St. Patrick’s Day – No Thanks
Sat., March 13, 07:48 AM
The big St. Patrick’s Day parade in New Haven is held on Sunday – the fourteenth, in this case. St. Patrick’s Day, of course, is on the seventeenth, but you’ll excuse me if I post a little early.
Every year I write something like this about St. Patrick’s Day. The newspapers won’t ever print it, because St. Patrick’s Day is, first and foremost, about marketing. They would lose advertisers if they didn’t support the holiday. (The managing editor of my local paper is also very Irish.) I understand their thinking, but I still refuse to observe it.
I wasn’t always that way. Obviously, this is not my holiday – I am not Irish by birth, marriage, or residence – but I manage to accept Christmas, as well as other holidays that my friends enjoy. Some of my friends are “professional Irish,” so proud of their heritage that you’d almost forget they’re U.S. citizens. (One guy I know even carries an Irish passport in addition to his American one.) I love to see my friends have a good time, and I am usually happy to assist.
St. Patrick’s Day is especially festive in New York City, where the parade down Fifth Avenue is so huge that bands and marchers are assembling in the side streets for thirty blocks. About the only way to cross the avenue that day is to get on the subway at Grand Central Station on the east side and ride to Penn Station on the west side. No one is particularly annoyed, because it’s just a big party.
It’s a big party in Boston now too. New Haven advertises that its parade is the biggest between Boston and New York, as well as the oldest in New England. I was kind of surprised about that, until I remembered about Boston and its “no Irish need apply” signs.
However, several years ago, the Knights of St. Patrick made a public statement to the effect that St. Patrick’s Day is a religious holiday, to be observed only by good Catholics. It was an exceedingly offensive announcement, and I was offended. I’m still offended. They don’t mind taking my money for greeting cards and decorations, but they don’t want me, because I am not Catholic. Go stick it in your ear! Show me no green carnations, green bagels or green beer. I’m not playing.
“Oh, no,” says my friend Gloria, who wears the map of Ireland on her face. “They don’t mean you. That was for all the fairies.” Excuse me? I just don’t see the relevance. Why should some people’s homophobia stop others from participating? They supported Irish independence as much as all the others.
More than a hundred years ago, a well-known actress said – perhaps in defense of Oscar Wilde – that people should be able to do whatever they wanted, as long as they didn’t do it in the street and stop the traffic… She was right, of course, but isn’t that what the parade does?
However, on a similar subject, some things do improve. Remember when Bosslawyer turned down a case and I said I didn’t understand? Recently, he agreed to help that same young man. He won’t appear for him, as the guy seems to be doing all right by himself. However, he will look over the papers and advise him over the phone, and he is doing this pro bono. I am please to see that, evidently, his conscience won out.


* **PROBLEM**
Since pictures are not part of the copy, please output only the lines from the one with "Detect 'footwear' and" through the end of the data below, exactly as written.

* **INPUT RECORDS**
○ ○ ○ ○ ○
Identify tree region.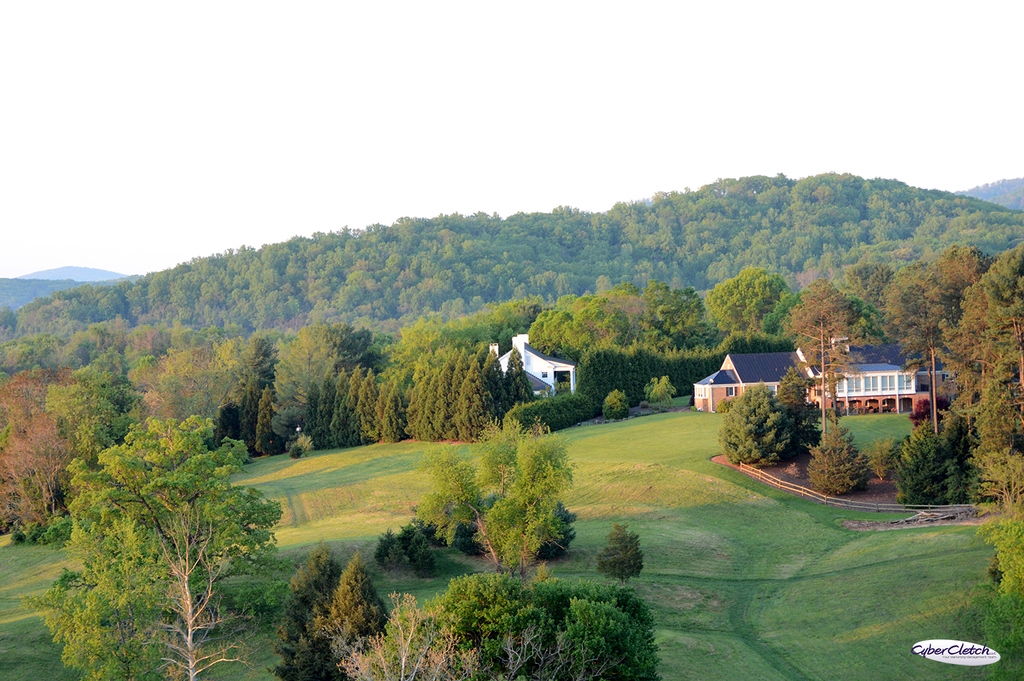
Region: bbox=[399, 372, 446, 448].
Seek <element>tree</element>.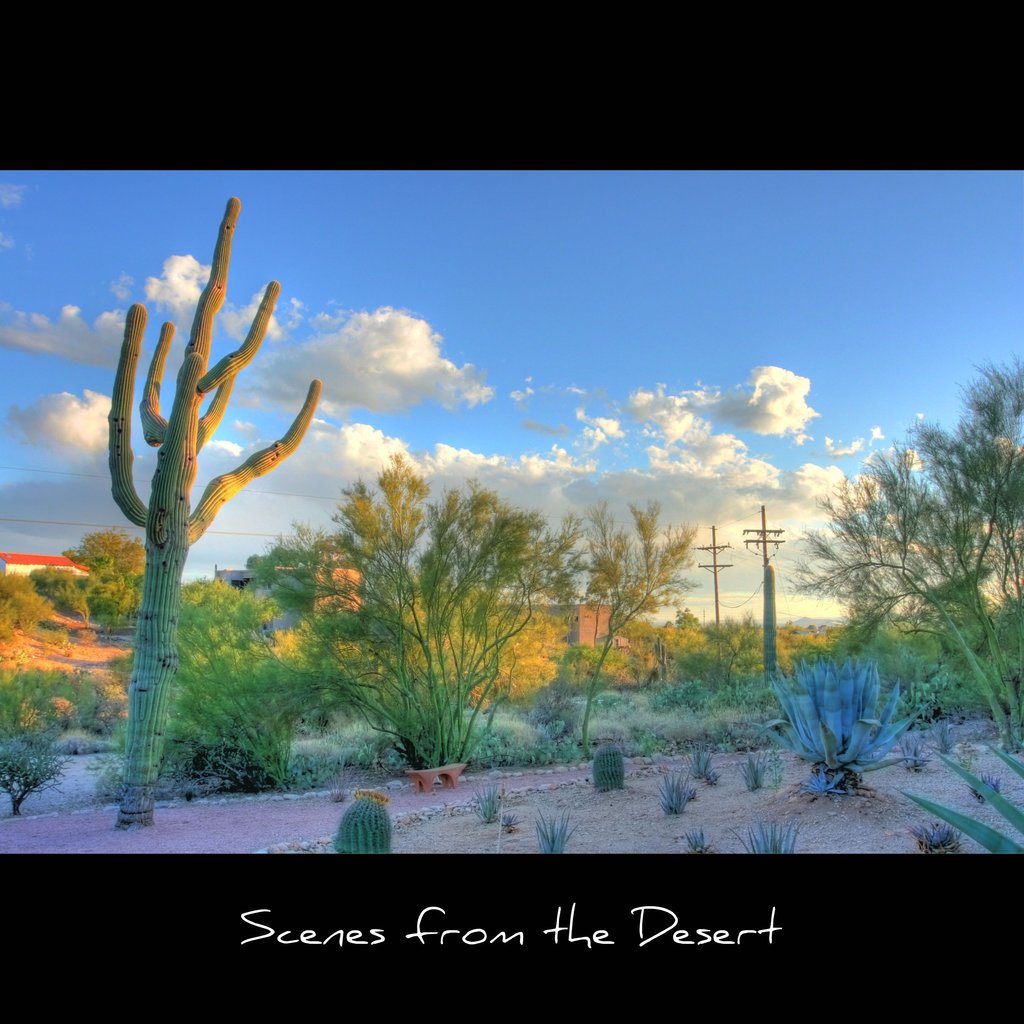
[left=781, top=357, right=1019, bottom=749].
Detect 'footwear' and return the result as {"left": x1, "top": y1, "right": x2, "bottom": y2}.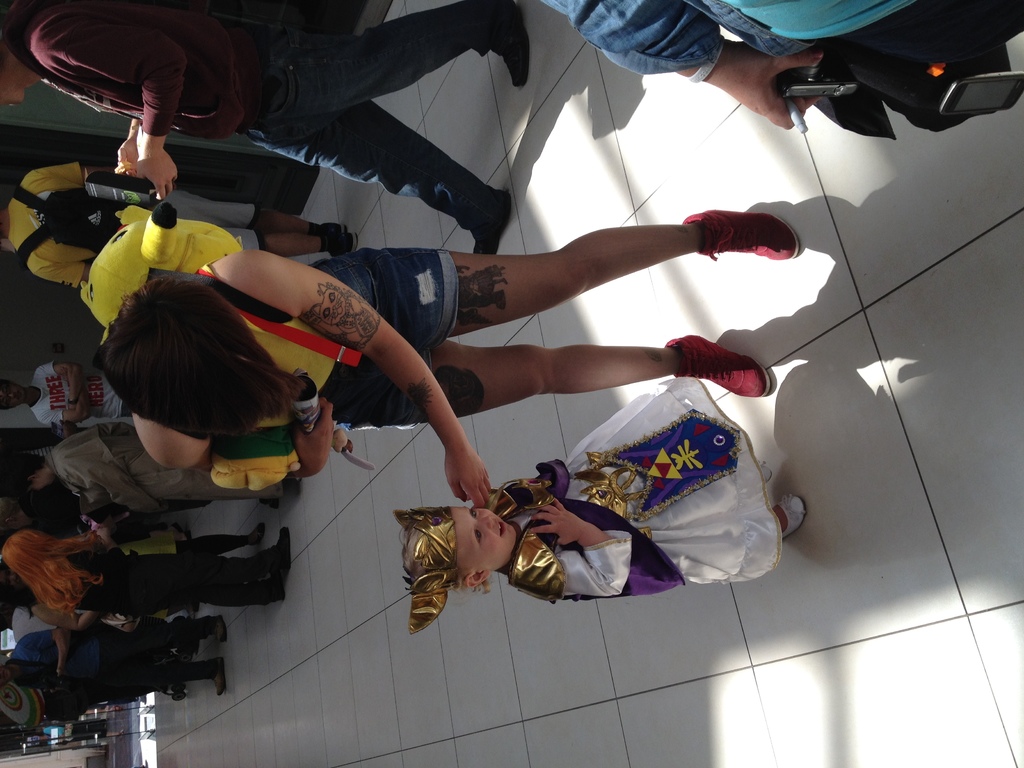
{"left": 282, "top": 475, "right": 301, "bottom": 496}.
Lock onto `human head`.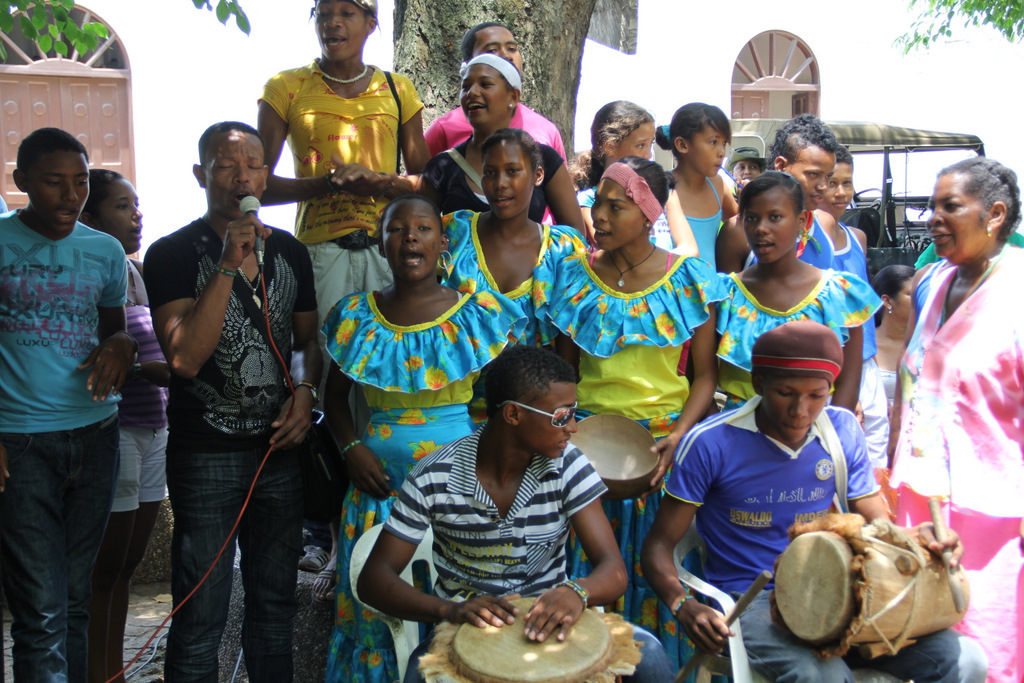
Locked: detection(739, 167, 807, 271).
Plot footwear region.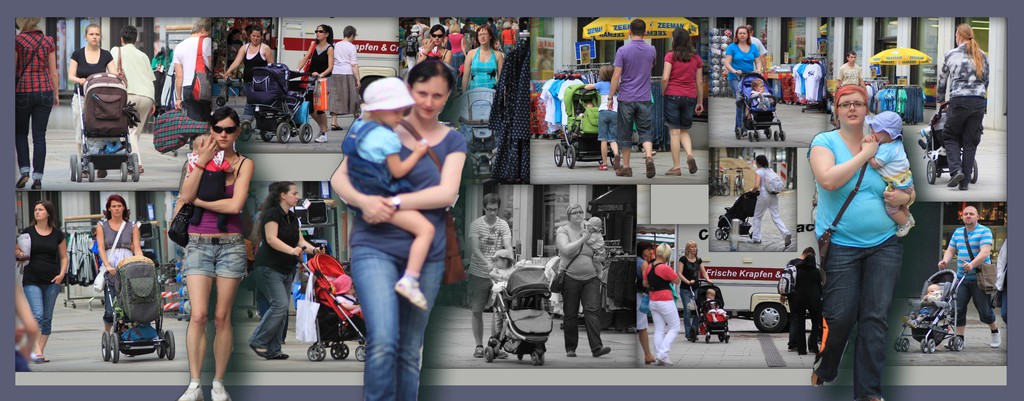
Plotted at box(950, 173, 965, 184).
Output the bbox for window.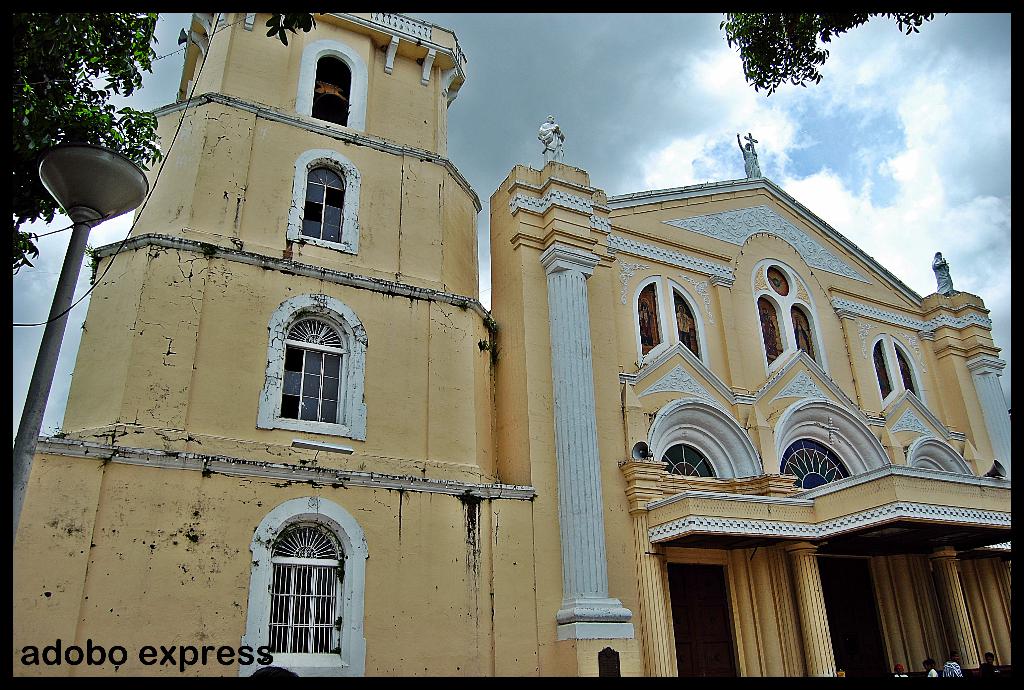
(627,261,711,381).
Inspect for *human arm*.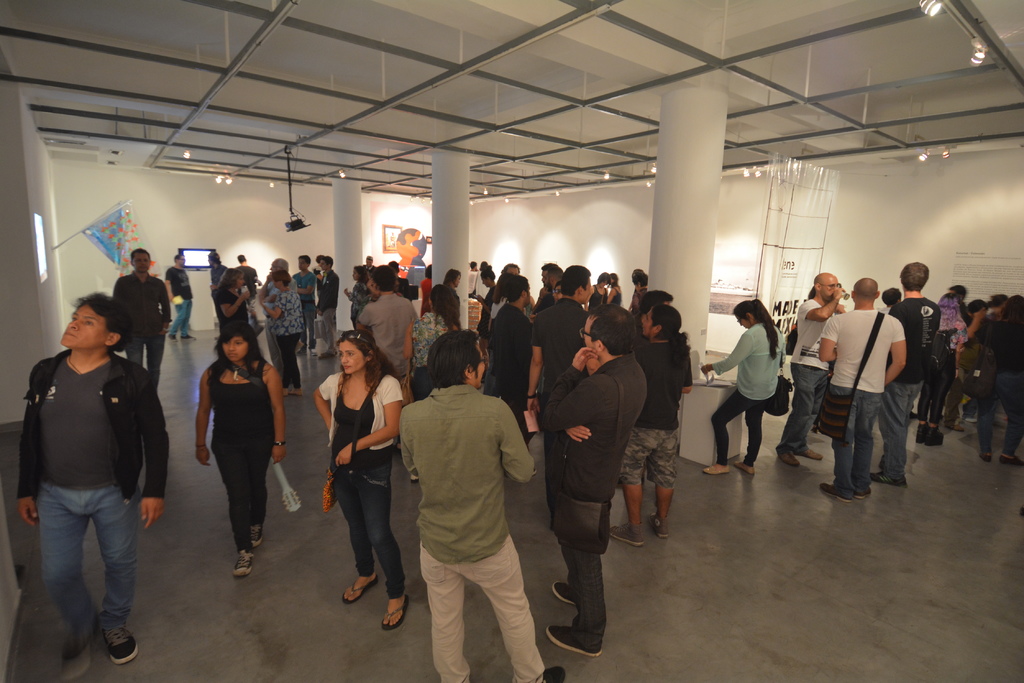
Inspection: select_region(308, 374, 343, 431).
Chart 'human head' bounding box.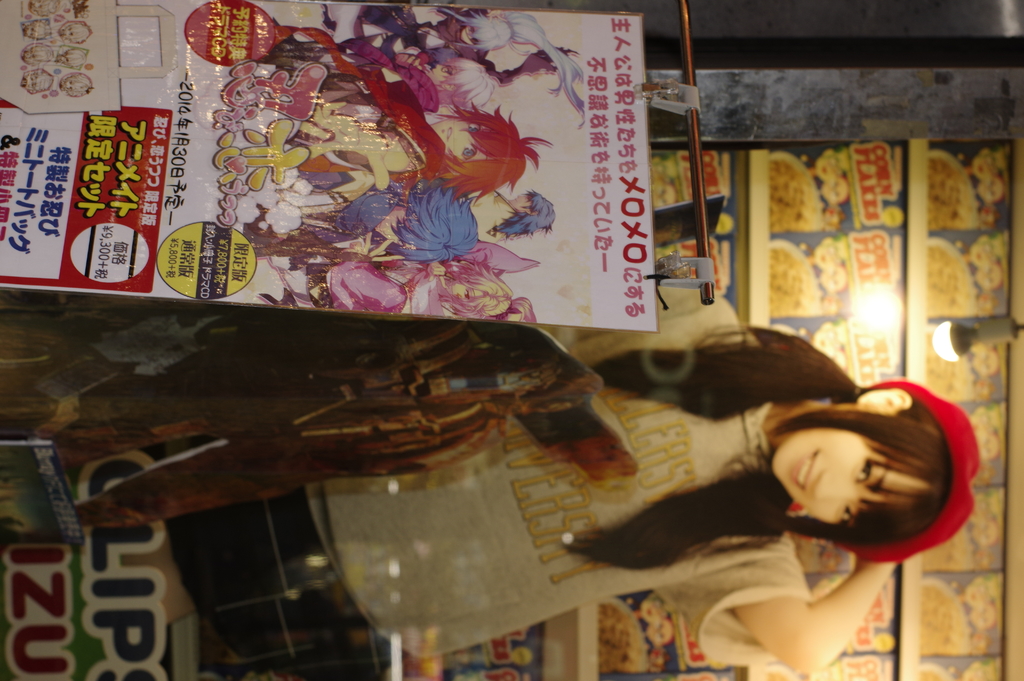
Charted: BBox(767, 389, 978, 546).
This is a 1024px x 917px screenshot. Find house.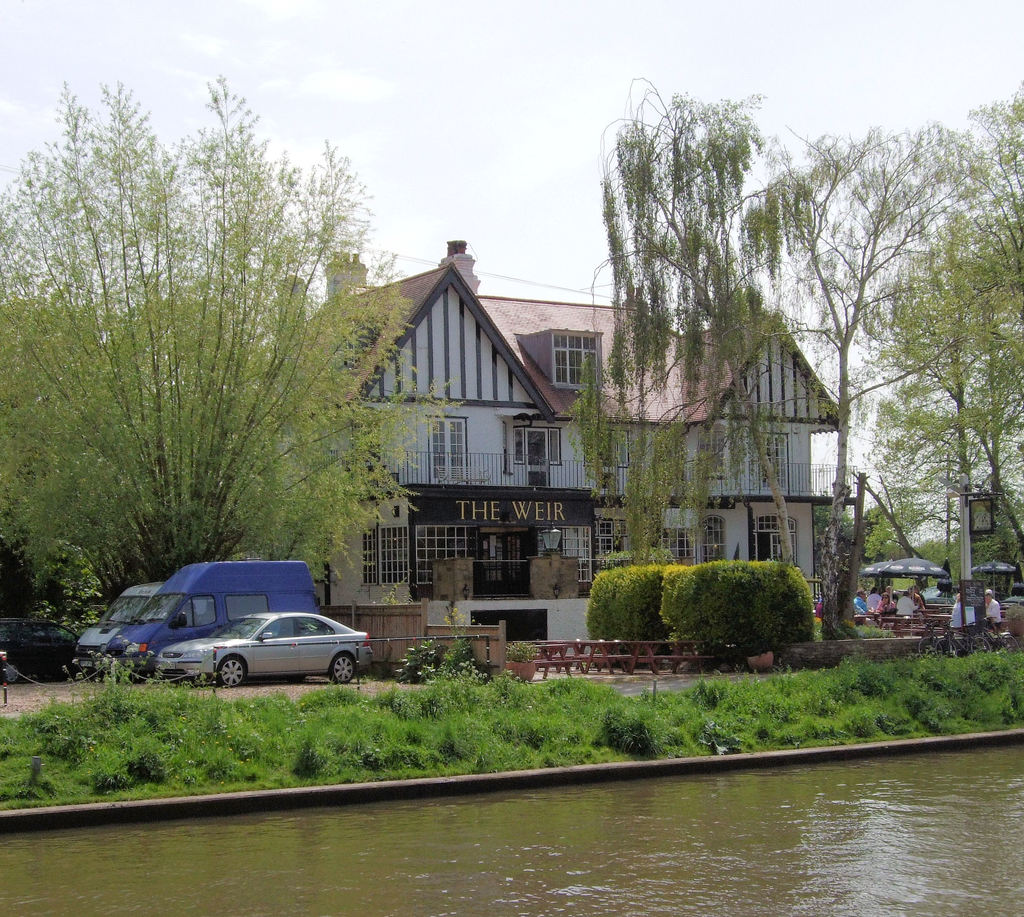
Bounding box: [x1=248, y1=235, x2=847, y2=653].
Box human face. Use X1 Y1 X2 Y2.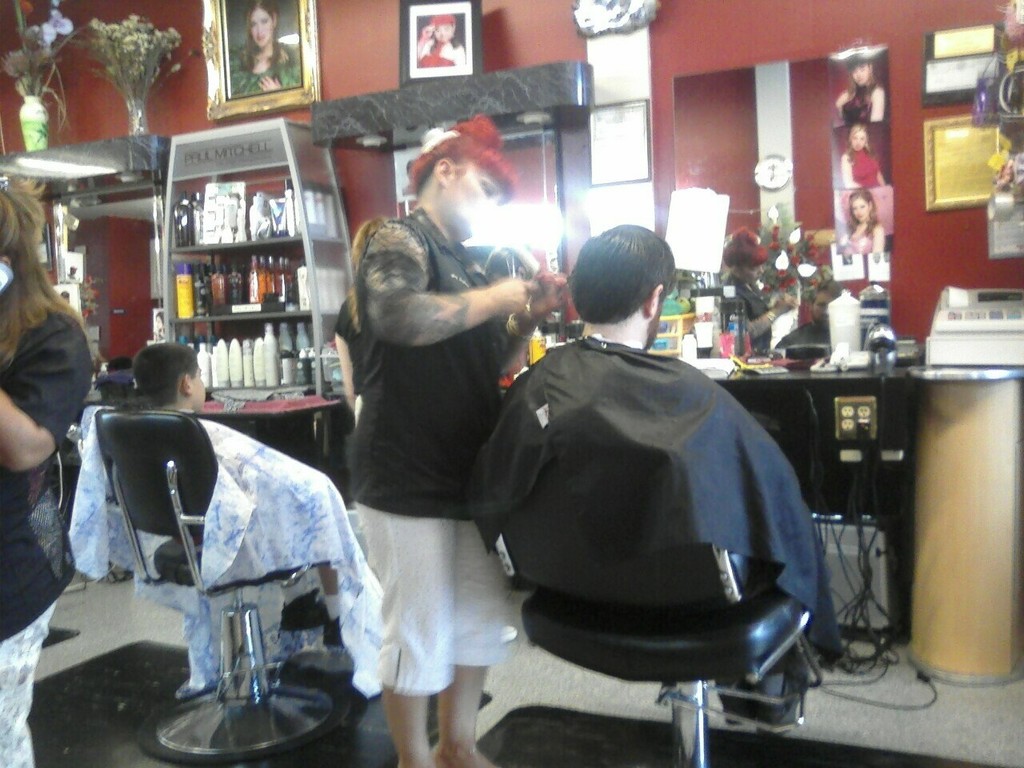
○ ○ ○ ○ ○
* **YOUR SOLUTION**
Detect 'footwear' and return the result as {"left": x1, "top": y1, "right": x2, "bottom": y2}.
{"left": 282, "top": 475, "right": 301, "bottom": 496}.
Lock onto `human head`.
Locked: detection(739, 167, 807, 271).
Plot footwear region.
Plotted at box(950, 173, 965, 184).
Output the bbox for window.
(627,261,711,381).
Inspect for *human arm*.
Inspection: select_region(308, 374, 343, 431).
Chart 'human head' bounding box.
Charted: BBox(767, 389, 978, 546).
This is a 1024px x 917px screenshot. Find house.
Bounding box: [x1=248, y1=235, x2=847, y2=653].
Box human face. Use X1 Y1 X2 Y2.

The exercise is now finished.